Block’s 40 Percent Cut and AI Workforce Shift

When Jack Dorsey announced last week that Block — the parent company of Square, Cash App and Afterpay — reduced its workforce by 40 percentadded more than 4,000 jobs and reduced the number of people to less than 6,000, the stock market reaction was swift and brutal in its clarity: Block’s stock rose more than 22 percent in after-hours trading. Analysts described it as a type of small time. Dorsey called it inevitable and warned that most companies he can follow during the year.
It is not just a matter of restructuring. This is one stress test of the defining question of the AI era: Has artificial intelligence moved from being a productivity enhancer to reducing structural headcount?
What really rewards the market
The stock surge is delivered by an important and, frankly, rather uncomfortable message. Investors aren’t benefiting from Block because AI has clearly proven that it can run fintech at half the cost of a human. They reward the margin thesis. Block targets its adjusted operating profit margin to reach 26 percent by 2026, up from 17 percent by 2025. This is a very interesting number, and financial markets price it on a whim.
However, the truth is that much of what is celebrated is expected performance rather than performance efficiency. A Harvard Business Review study published in January found that many companies are laying off workers mainly based on the predicted capabilities of AI-not its performance is guaranteed. After years of heavy investments in infrastructure, markets are under pressure to earn returns. As a result, they reward the signal of ambition and the reality of performance. That difference is huge.

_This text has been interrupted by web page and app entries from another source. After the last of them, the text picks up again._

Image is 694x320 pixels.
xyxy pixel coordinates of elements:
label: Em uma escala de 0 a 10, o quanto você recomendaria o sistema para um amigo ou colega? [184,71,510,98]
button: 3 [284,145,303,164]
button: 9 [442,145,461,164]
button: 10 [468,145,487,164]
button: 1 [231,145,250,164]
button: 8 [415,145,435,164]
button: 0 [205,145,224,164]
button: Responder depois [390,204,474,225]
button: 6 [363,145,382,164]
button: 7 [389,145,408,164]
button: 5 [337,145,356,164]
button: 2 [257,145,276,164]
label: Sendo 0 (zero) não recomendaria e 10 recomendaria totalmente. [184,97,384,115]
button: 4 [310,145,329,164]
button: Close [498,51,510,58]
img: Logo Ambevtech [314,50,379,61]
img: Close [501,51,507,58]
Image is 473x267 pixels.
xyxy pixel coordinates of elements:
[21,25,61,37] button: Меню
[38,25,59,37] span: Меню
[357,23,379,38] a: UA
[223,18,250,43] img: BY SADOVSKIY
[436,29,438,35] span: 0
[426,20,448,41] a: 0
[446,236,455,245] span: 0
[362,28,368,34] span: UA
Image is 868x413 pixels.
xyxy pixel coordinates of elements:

Is the white collar recession starting?
Yes and no. The honest answer is that this is both in the structural sense of reality and in the sense of acceleration techniques.

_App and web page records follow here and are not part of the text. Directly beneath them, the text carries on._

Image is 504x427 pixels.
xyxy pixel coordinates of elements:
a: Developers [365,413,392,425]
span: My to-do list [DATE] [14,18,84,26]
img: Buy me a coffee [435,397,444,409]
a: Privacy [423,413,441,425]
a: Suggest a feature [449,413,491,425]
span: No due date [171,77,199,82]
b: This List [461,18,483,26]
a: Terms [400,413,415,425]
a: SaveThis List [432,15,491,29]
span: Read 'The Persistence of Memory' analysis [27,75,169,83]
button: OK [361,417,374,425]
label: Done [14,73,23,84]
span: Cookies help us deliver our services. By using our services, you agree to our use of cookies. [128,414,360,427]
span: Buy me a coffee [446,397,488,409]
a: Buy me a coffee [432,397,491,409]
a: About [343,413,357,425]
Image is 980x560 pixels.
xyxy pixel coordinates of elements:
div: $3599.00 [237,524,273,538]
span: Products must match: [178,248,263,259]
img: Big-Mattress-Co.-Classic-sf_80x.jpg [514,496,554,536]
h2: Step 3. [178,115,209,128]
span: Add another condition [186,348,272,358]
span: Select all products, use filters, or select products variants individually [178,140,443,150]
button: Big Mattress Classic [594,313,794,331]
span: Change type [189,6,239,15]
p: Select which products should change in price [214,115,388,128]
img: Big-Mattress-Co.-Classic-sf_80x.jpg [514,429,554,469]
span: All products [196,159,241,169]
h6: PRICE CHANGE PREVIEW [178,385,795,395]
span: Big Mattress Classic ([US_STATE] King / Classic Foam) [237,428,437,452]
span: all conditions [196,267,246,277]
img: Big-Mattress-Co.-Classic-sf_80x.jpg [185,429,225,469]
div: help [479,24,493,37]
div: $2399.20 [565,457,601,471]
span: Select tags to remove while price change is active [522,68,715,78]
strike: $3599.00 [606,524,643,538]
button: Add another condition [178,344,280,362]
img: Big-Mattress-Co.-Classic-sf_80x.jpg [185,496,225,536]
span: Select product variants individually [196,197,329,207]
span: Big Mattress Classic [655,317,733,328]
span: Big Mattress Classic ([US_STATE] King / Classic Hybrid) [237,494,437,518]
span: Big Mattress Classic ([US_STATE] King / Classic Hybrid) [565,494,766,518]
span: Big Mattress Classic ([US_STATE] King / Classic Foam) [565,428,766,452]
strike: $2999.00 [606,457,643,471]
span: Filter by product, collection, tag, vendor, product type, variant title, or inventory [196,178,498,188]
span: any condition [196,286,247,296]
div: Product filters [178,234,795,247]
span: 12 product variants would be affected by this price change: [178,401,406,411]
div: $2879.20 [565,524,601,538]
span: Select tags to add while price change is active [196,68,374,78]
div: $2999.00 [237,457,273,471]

AI is already automating some white-collar job categories: coding, compliance documentation, data integration and customer inquiry routing. This is real efficiency. Block reportedly automated key parts of its software engineering processes before making these cuts. That is not a myth.
But a 40 percent reduction in headcount at this point of AI adoption is driving the curve at least. Human judgement, situational thinking, institutional knowledge and the kind of problem solving that fintech requires at scale have not been reliably adapted. The functionality of payments infrastructure in multiple locations, administrator relationship management and trust at the consumer level carries layers of human responsibility and accountability that current AI systems do not fully capture.

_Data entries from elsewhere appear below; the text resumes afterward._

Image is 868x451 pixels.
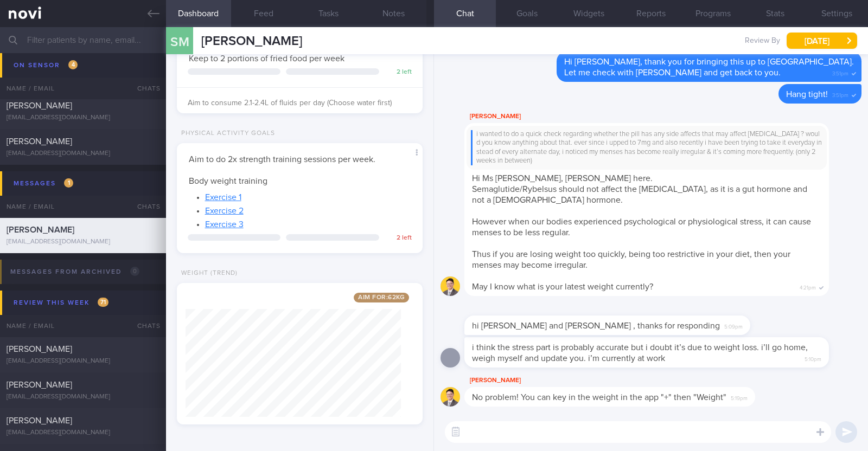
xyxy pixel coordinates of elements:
div: Chats [122,195,166,218]
span: 4:21pm [800,281,816,291]
span: Hang tight! [786,90,828,98]
div: Weight (Trend) [177,269,238,278]
div: Chats [122,315,166,337]
span: Aim to do 2x strength training sessions per week. [189,155,375,164]
span: [PERSON_NAME] [6,380,72,389]
span: [PERSON_NAME] [6,102,72,110]
span: hi [PERSON_NAME] and [PERSON_NAME] , thanks for responding [472,322,720,330]
div: [EMAIL_ADDRESS][DOMAIN_NAME] [6,357,160,365]
div: Physical Activity Goals [177,129,275,137]
span: Thus if you are losing weight too quickly, being too restrictive in your diet, then your menses m... [472,250,791,269]
span: 5:09pm [724,321,743,330]
a: Exercise 3 [205,220,244,229]
span: 5:19pm [731,392,748,403]
span: [PERSON_NAME] [6,416,72,425]
div: i wanted to do a quick check regarding whether the pill has any side affects that may affect [MED... [471,130,823,165]
span: [PERSON_NAME] [6,66,72,75]
span: Semaglutide/Rybelsus should not affect the [MEDICAL_DATA], as it is a gut hormone and not a [DEMO... [472,185,808,204]
span: No problem! You can key in the weight in the app "+" then "Weight" [472,393,727,402]
div: Messages [11,176,76,191]
a: Exercise 2 [205,206,244,215]
span: [PERSON_NAME] [6,226,75,234]
span: [PERSON_NAME] [201,35,302,48]
span: i think the stress part is probably accurate but i doubt it’s due to weight loss. i’ll go home, w... [472,343,808,363]
span: 3:51pm [832,67,849,78]
span: 71 [98,298,109,306]
span: However when our bodies experienced psychological or physiological stress, it can cause menses to... [472,218,812,237]
span: Aim for: 62 kg [354,293,409,303]
div: [PERSON_NAME] [464,110,862,123]
div: Messages from Archived [8,264,142,279]
div: 2 left [385,234,412,242]
span: Hi [PERSON_NAME], thank you for bringing this up to [GEOGRAPHIC_DATA]. [564,57,854,66]
button: [DATE] [787,33,858,48]
span: May I know what is your latest weight currently? [472,283,653,291]
span: Body weight training [189,177,268,185]
span: 3:51pm [832,89,849,99]
div: [EMAIL_ADDRESS][DOMAIN_NAME] [6,149,160,158]
span: 0 [130,267,139,276]
span: [PERSON_NAME] [6,345,72,353]
div: 2 left [385,68,412,76]
div: [EMAIL_ADDRESS][DOMAIN_NAME] [6,238,160,246]
div: [EMAIL_ADDRESS][DOMAIN_NAME] [6,393,160,401]
div: Review this week [11,295,111,310]
span: [PERSON_NAME] [6,137,72,146]
a: Exercise 1 [205,193,242,202]
div: [EMAIL_ADDRESS][DOMAIN_NAME] [6,78,160,87]
div: [EMAIL_ADDRESS][DOMAIN_NAME] [6,429,160,437]
span: 5:10pm [805,353,822,363]
span: Let me check with [PERSON_NAME] and get back to you. [564,68,781,77]
span: Aim to consume 2.1-2.4L of fluids per day (Choose water first) [188,99,392,107]
div: SM [159,21,200,63]
span: Review By [745,37,781,46]
span: Hi Ms [PERSON_NAME], [PERSON_NAME] here. [472,174,653,183]
span: 1 [64,179,73,187]
div: [PERSON_NAME] [464,374,788,387]
span: Keep to 2 portions of fried food per week [189,54,345,63]
div: [EMAIL_ADDRESS][DOMAIN_NAME] [6,114,160,122]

Dorsey may be right that others will follow. But the fastest followers may not be the most failed or the strongest. Firms that jump into this era as a competitive brand to cut through the crowd without being ready for real AI operations are putting themselves at real risk, not only to their execution, but also to their institutional knowledge base.
That’s what Dorsey gets right every time
Despite the reasonable skepticism about the timing, it would be intellectually dishonest not to note how this was handled. The severance package, which reportedly includes a minimum of 20 weeks of basic pay and additional compensation based on tenure, is said to be among the most generous in recent tech history. Dorsey’s internal memo was direct and transparent. He didn’t just hide behind the usual “reconstruction” language. He clearly identified AI, the owner of the decision and treated his employees with economic dignity.
In a world full of subtleties and ambiguous right-wing messages and clouded classification terms, one should appreciate that clarity. Leaders who are honest about the disruption of change—even the uncomfortable ones—earn a different level of trust in the market, employees, and society. This is a leadership style that many managers should learn from.
What does this mean for the AI ecosystem
For me, this period represents a realignment of architecture. This is an important change when value is captured across the AI stack. For each change, it is worth looking at the level below the model layer to fully understand it.
Models, computations and APIs are centralized and sold. Most importantly we are seeing the emergence of an ad-hoc operating system (TAOS), an application infrastructure layer that enables AI agents to coordinate workflows, maintain state and execute consistently in complex environments. This is not a feature of the models. This intelligent operational layer is what will enable AI to evolve from just a productivity tool to a true hybrid workforce—and it’s growing fast.
Block’s move is a bright bet. If the AI tool works, Dorsey will look like a visionary. When performance gaps arise, though—in management, product quality, client loyalty or all of the above—accountability will become apparent.
The lesson in industry is simple. Don’t just copy the percentage. Understand what an interim OS can do for you on an ongoing basis—and design your people organization for what it can do.
Yousef Khalili is the Global Chief Transformation Officer and CEO of MEA at Pricewhich develops the skills of a high-quality digital workforce.